Beyond its obvious attractiveness, game theory is one of the fundamental techniques in decision systems. Its development spans almost a century and is still an open avenue of research. However, since it’s crowded with mathematical difficulties that make the methods cumbersome to read and apply, most newcomers to the field find it very difficult to understand. This is not true, though, as this short book nicely shows. As Leyton-Brown and Shoham notice in the preface, it is rather difficult to imagine that anyone who wishes to enter the field of game theory is unaware of many, if not all, of the concepts discussed in the text. Therefore, this is a book with a concise, clear, and organized introduction to the main concepts of game theory. For the ambitious reader, the book often discusses current scientific research. In other words, it is a gentle introduction, covering the basics of game theory to the current state of the art, in easy-to-read and understandable language.

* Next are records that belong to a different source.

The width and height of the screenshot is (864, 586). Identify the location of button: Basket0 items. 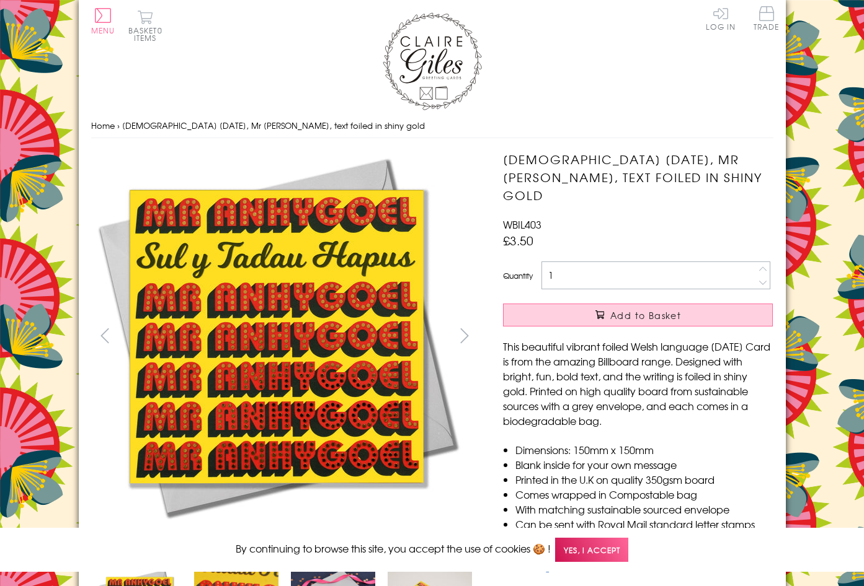
(145, 25).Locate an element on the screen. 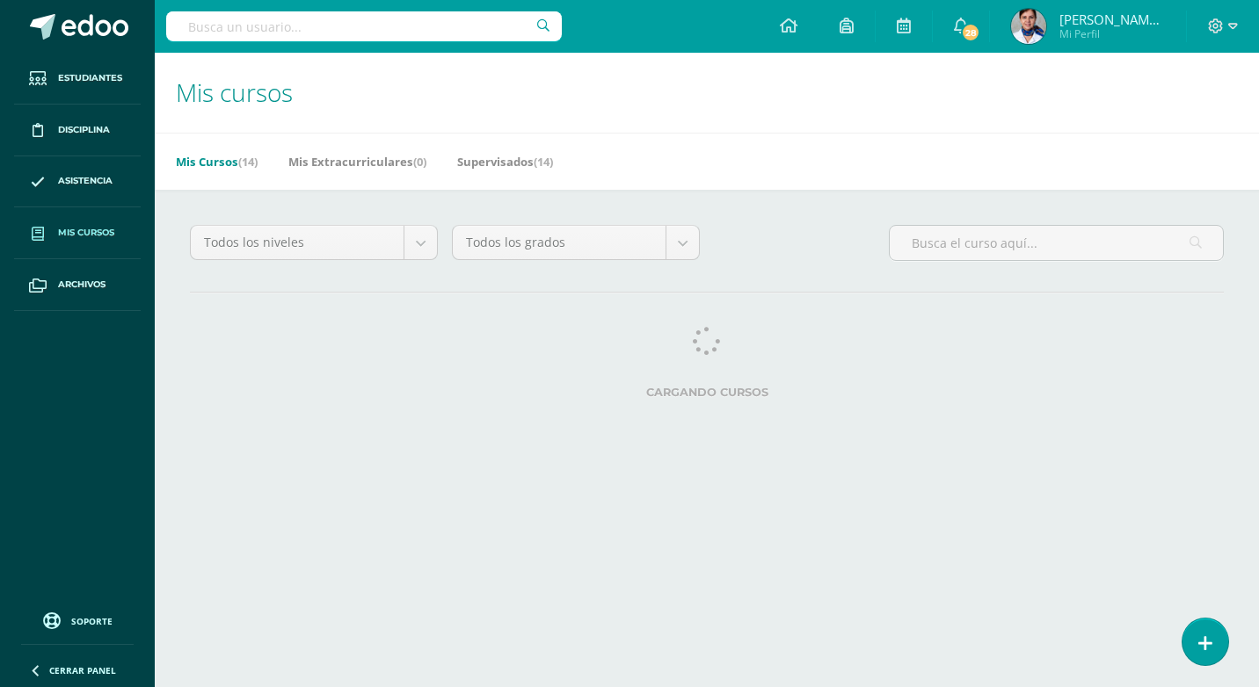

The book is very well organized. The chapters follow one another naturally and, surprisingly, the level of difficulty is kept the same throughout the book–compared to other technical books where the difficulty increases as reading progresses. It also does an excellent service of providing a wonderful motivation for the study of game theory, without getting into very involved discussions on rationality and other related concepts that often appear in other books on game theory. The book covers the main topics–representational issues and different sorts of equilibria computing–with clarifying examples. The book does not end every chapter with a collection of exercises, but the alert reader will find, scattered throughout the book, key questions that better serve this purpose. It also doesn’t end each chapter with a proper discussion of historical remarks, but the expositions are often complemented with annotations of who did what and why. Also, although the book does not provide chapter cross-referencing in the beginning, all chapters in the book have plenty of pointers to other sections that make it easy to read them in a different order and still grasp the main concepts. Despite its small size, this book presents a lot of information about game theory.